Seems goofy to me to say because TCG has less casuals we need to upscale rarity, when Rarity bumping is what keeps players at a casual level from playing TCG. If casuals cant build a deck because it costs $1000s best case is they wont buy the product worst case is they wont play the game. Its not about Casuals at all, its simply about higher profit margins and selling more product in general. The fact that rarity bumping is still going on means profit margins for doing it are still high despite the many time budget and casual players have been priced out of the game. On a side note I believe OCG packs have less cards per pack, meaning they will sell more packs and I also dont believe holos are guaranteed.
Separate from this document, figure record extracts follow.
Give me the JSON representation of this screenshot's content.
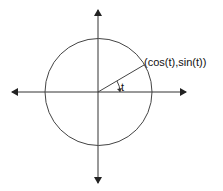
{
  "diagram": {
    "point_label": "(cos(t),sin(t))",
    "angle_label": "t",
    "colors": {
      "stroke": "#333333",
      "background": "#ffffff"
    }
  }
}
Rarity Collection sold 7 cases in one day at my local shop. Sure, it's a specialty set. But people were chasing for the highest rarity of cards, Qscr Ashes, Qscr Prospies, Qscr Triple Tactics Talents. Despite coming in supers and easy to pull, those higher rarities still drew people in to spending on the singles on Day 1 prices. Sure, if AGOV had OCG rarity line up, people would be excited to have Super SPs for ease of access, but people would clamor to the guy pulling the Qscr or Ultimate or Secret variant of that card because it's higher rarity. It would still go for a pretty penny.
So, the solution is to increase the pool slightly by providing EVEN MORE HIGHER RARITY is it?
If OCG has R and SR , TCG - SR, UR, Qscr & what else? Ghost rare?
Sounds kinda sus for a marketing strat....
Interesting take. Im glad rarity collection happend because it allowed me to upgrade my guru control deck for a very low price entry and still get necessary staples to have power cards to compete with should i feel like it.
It's kinda expected for cards to be expensive time to time. I haven't played Paper Yu-Gi-Oh since 2013 because I knew it was going to cost money over time
Of course casuals don't buy sets, packs aren't worth buying if the odds are stacked against you to pull anything of playable value.
Soulburning Volcano mirrored the OCG print system but it failed as a set due to the niche card pool, not everyone is pining for Volcanics, Battlin' Boxer, or Salamangreat. Even still, the prices for the good stuff is still at a better price than high rarity cards in core sets.
At least Bandai hasn't pulled this crap with One Piece, rarity bumping cards that do well in Japan months prior to a set's release elsewhere. Though this does a number on the secondary market as most cards will already be put as chase cards and immediately have higher prices. Still better prices for staples in One Piece than TCG Yu-Gi-Oh.
As long as this continues we can assume Konami is still making money from this practice
I've seem 6-11 years old videos talking about the same issue, guess Konami didn't learn
idk i still dont think this makes sense. if you could build a competetive deck with just buying regular packs wouldn't that help convert casuals into competetive players more easily? just seems like konami is missing the chance to onboard players.
Seems goofy to me to say because TCG has less casuals we need to upscale rarity, when Rarity bumping is what keeps players at a casual level from playing TCG. If casuals cant build a deck because it costs $1000s best case is they wont buy the product worst case is they wont play the game. Its not about Casuals at all, its simply about higher profit margins and selling more product in general. The fact that rarity bumping is still going on means profit margins for doing it are still high despite the many time budget and casual players have been priced out of the game.
On a side note I believe OCG packs have less cards per pack, meaning they will sell more packs and I also dont believe holos are guaranteed.